A new paper from pathologists in Kanazawa City, Japan reports the findings of an autopsy in a healthy 40-year-old man:
A healthy 40-year-old Japanese man suddenly experienced tachycardia and lost consciousness two days after vaccination. Continued resuscitation recovered the spontaneous heartbeat; however, the patient did not regain consciousness and died nine days later.
Electrocardiography after resuscitation showed marked ST-segment depression and incomplete right bundle branch block.
Influenza antigen and polymerase chain reaction tests for SARS-CoV-2 were negative.
The key findings at autopsy were (emphasis mine):
At autopsy, several small inflammatory foci with cardiomyocytic necrosis were scattered in the right and left ventricles, with a propensity for the right side.
Some inflammatory foci were located near the atrioventricular nodes and His bundles. The infiltrating cells predominantly consisted of CD68-positive histiocytes, with a small number of CD8-positive and CD4-positive T cells.
In this case, myocarditis was focal and mild, as is mostly observed following COVID-19 mRNA vaccination. However, the inflammatory foci were close to the conduction system and were considered the cause of fatal arrhythmia.
The most concerning aspect of this is that the myocarditis itself was “focal and mild, as is mostly observed following COVID-19 mRNA vaccination”. Yet this resulted in a fatal arrhythmia, because cells which are part of the electrical system were affected.
A secondary concern about this is that since this occurred after the second dose, it seems likely the event happened several years ago, yet has remained unpublished in the meantime.
The possibility that inflammation affecting just the conductive system might result in fatal arrhythmia is a concern that we at the Health Advisory and Recovery Team (HART) have previously raised in relation to the mRNA products.
It is to be noted that this man presented suddenly with an arrhythmia (ventricular tachycardia) which ultimately proved fatal; preceding chest pain characteristic of myocarditis was not reported. This is consistent with our concern that subclinical myocarditis, about which we have written extensively, does indeed result in an increased risk of fatal arrhythmias, which may be responsible for most or all of the rise in ambulance callouts for cardiac arrests, which we have also written about. Subclinical myocarditis – defined as a rise in troponin indicative of some cardiac damage – has been found in at least one in 50 people injected with the mRNA Covid injection in those studies where researchers have routinely looked for it.
Finally, it is worth pointing out that the small foci of inflammation affecting the conductive system which have been held responsible for this man’s death were only found by performing cardiac histological examination.
That is not something done routinely during post-mortems in the U.K. and presumably elsewhere, not least because it adds extra expense and also postpones the diagnosis – something pathologists don’t like doing for the sake of the relatives.
In fact, there is generally massive disincentivisation in the U.K. of performing advanced testing on tissue. It is much easier to find some early cardiac atheroma (actually present in many middle-aged individuals) and put the death down to that.
It is, therefore, perfectly possible that inflammation similar to that found in this Japanese man has been missed in the post-mortems carried out on many people dying suddenly. Moreover, according to HART’s Co-Chair, pathologist Dr. Clare Craig, cardiac dissection to the level of detail required in order to ascertain how near these small areas of inflammation might be to the conductive system is a skill all pathologists are trained in, but one that most ‘jobbing’ pathologists rarely practise.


§ Requirement:
Check every line of the data below for the word "with", then give only the number of lines that have it.

##############################

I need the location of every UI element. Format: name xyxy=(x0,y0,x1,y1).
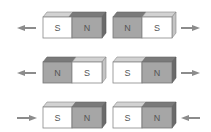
arrow-left-icon xyxy=(17,70,36,76)
pole-label: S xyxy=(54,23,60,33)
arrow-left-icon xyxy=(17,25,36,31)
pole-label: N xyxy=(84,23,91,33)
magnet: S N xyxy=(113,102,176,128)
arrow-right-icon xyxy=(181,25,200,31)
arrow-right-icon xyxy=(181,70,200,76)
pole-label: S xyxy=(84,68,90,78)
pole-label: N xyxy=(154,113,161,123)
magnet: N S xyxy=(43,57,106,83)
magnets-diagram: S N N S N S xyxy=(0,0,211,132)
pole-label: S xyxy=(54,113,60,123)
arrow-right-icon xyxy=(17,115,37,121)
pole-label: N xyxy=(54,68,61,78)
pole-label: S xyxy=(124,113,130,123)
pole-label: N xyxy=(124,23,131,33)
pole-label: N xyxy=(84,113,91,123)
pole-label: S xyxy=(124,68,130,78)
magnet-row-3: S N S N xyxy=(17,102,200,128)
pole-label: S xyxy=(154,23,160,33)
magnet-row-2: N S S N xyxy=(17,57,200,83)
magnet: S N xyxy=(113,57,176,83)
arrow-left-icon xyxy=(181,115,200,121)
magnet: N S xyxy=(113,12,176,38)
magnet: S N xyxy=(43,102,106,128)
magnet-row-1: S N N S xyxy=(17,12,200,38)
pole-label: N xyxy=(154,68,161,78)
magnet: S N xyxy=(43,12,106,38)
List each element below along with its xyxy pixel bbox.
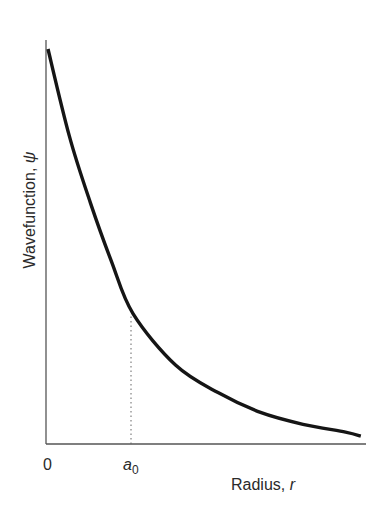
a-symbol: a <box>123 456 132 473</box>
x-axis-label: Radius, r <box>231 476 295 494</box>
r-symbol: r <box>290 476 295 493</box>
x-axis-label-text: Radius, <box>231 476 285 493</box>
x-tick-zero: 0 <box>43 456 52 474</box>
a-subscript: 0 <box>132 463 139 477</box>
wavefunction-chart <box>0 0 382 519</box>
wavefunction-curve <box>48 49 361 436</box>
y-axis-label: Wavefunction, ψ <box>21 152 39 269</box>
y-axis-label-text: Wavefunction, <box>21 168 38 269</box>
x-tick-a0: a0 <box>123 456 139 477</box>
psi-symbol: ψ <box>21 152 38 164</box>
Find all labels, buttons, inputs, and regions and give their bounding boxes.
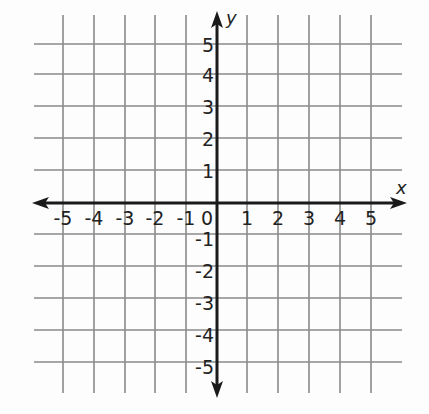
y-tick-label: 2 bbox=[202, 128, 214, 150]
x-tick-label: 2 bbox=[272, 207, 284, 229]
y-axis-label: y bbox=[225, 7, 237, 28]
y-tick-label: 1 bbox=[202, 160, 214, 182]
y-tick-label: 5 bbox=[202, 34, 214, 56]
y-tick-labels: 12345-1-2-3-4-5 bbox=[195, 34, 214, 378]
x-tick-label: -4 bbox=[85, 207, 104, 229]
x-tick-label: 4 bbox=[334, 207, 346, 229]
x-tick-label: -2 bbox=[146, 207, 165, 229]
x-axis-label: x bbox=[395, 177, 407, 198]
x-axis: x bbox=[32, 177, 407, 209]
x-tick-label: 5 bbox=[365, 207, 377, 229]
x-tick-label: 0 bbox=[201, 207, 213, 229]
coordinate-plane: x y -5-4-3-2-1012345 12345-1-2-3-4-5 bbox=[0, 0, 429, 414]
y-tick-label: 3 bbox=[202, 96, 214, 118]
y-tick-label: -5 bbox=[195, 356, 214, 378]
y-tick-label: 4 bbox=[202, 64, 214, 86]
y-tick-label: -4 bbox=[195, 324, 214, 346]
x-tick-labels: -5-4-3-2-1012345 bbox=[54, 207, 378, 229]
y-tick-label: -2 bbox=[195, 260, 214, 282]
x-tick-label: 3 bbox=[303, 207, 315, 229]
x-tick-label: -5 bbox=[54, 207, 73, 229]
x-tick-label: 1 bbox=[241, 207, 253, 229]
x-tick-label: -3 bbox=[116, 207, 135, 229]
y-tick-label: -1 bbox=[195, 228, 214, 250]
x-tick-label: -1 bbox=[177, 207, 196, 229]
y-tick-label: -3 bbox=[195, 292, 214, 314]
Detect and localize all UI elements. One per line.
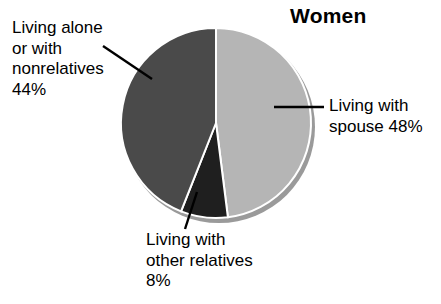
pie-chart-figure: Women Living alone or with nonrelatives …	[0, 0, 441, 304]
annotation-living-with-other-relatives: Living with other relatives 8%	[146, 230, 306, 292]
pie-slices	[121, 28, 311, 218]
annotation-living-alone: Living alone or with nonrelatives 44%	[12, 18, 147, 101]
annotation-living-with-spouse: Living with spouse 48%	[329, 96, 441, 137]
pie-slice-living-with-spouse[interactable]	[216, 28, 311, 217]
chart-title: Women	[290, 4, 435, 27]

##############################

§ Task output:
6